This year marks Mountain Gazette’s 60th anniversary, and 205 is the first of two oversized editions—each 192 pages—planned for the celebration. Like always, the stories are exclusive to print. We don’t publish them online.
So, what's inside Mountain Gazette 205?
We asked managing editor Doug Schnitzspahn for a few hints (though we like to keep a few secrets until it hits your mailbox).
Doug describes the new issue in three words:
“Bigger. Higher.
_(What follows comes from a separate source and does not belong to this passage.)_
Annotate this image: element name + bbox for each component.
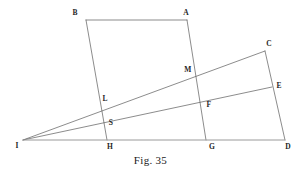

Deeper.”
Inside the upcoming issue, readers will find stories that range widely across the outdoor world—exploring the challenges facing ranchers at California’s Point Reyes National Seashore, reflections on hunting and personal loss, the joy of riding a bike, the importance of trails, and even the subtle art of sandbagging.
One feature dives into the complicated future of ranching on Point Reyes—exactly the kind of story Mountain Gazette hopes to bring into the world.
“There’s no easy answer,” Doug says. “Stories that are brave enough to explore real complexity are what readers want to engage with.”
Another piece that stayed with Doug long after editing it was a deeply personal essay by Kim Beekman about learning to hunt with her late father’s rifle.
“It’s a raw and thoughtful story,” Doug says. “She captures the complexity of grief and the ancient ritual of being on the hunt in a way that really hit me.”
Mountain Gazette has never really followed themes, Doug says. Instead, each issue grows from a simple idea: tell honest stories about people whose lives are shaped by time outside.
Spring in the mountains isn’t a clean transition. One day it's blower powder, the next it's corn snow and t-shirts in the parking lot. Around here, though, spring reliably brings one thing: a new issue of Mountain Gazette.
Subscribe before March 30 to discover it in print, and Mountain Gazette 205 will arrive as your first issue.
Because some stories are still meant to be read slowly—on paper. The kind you linger on, dog-ear, and eventually pass along to a friend.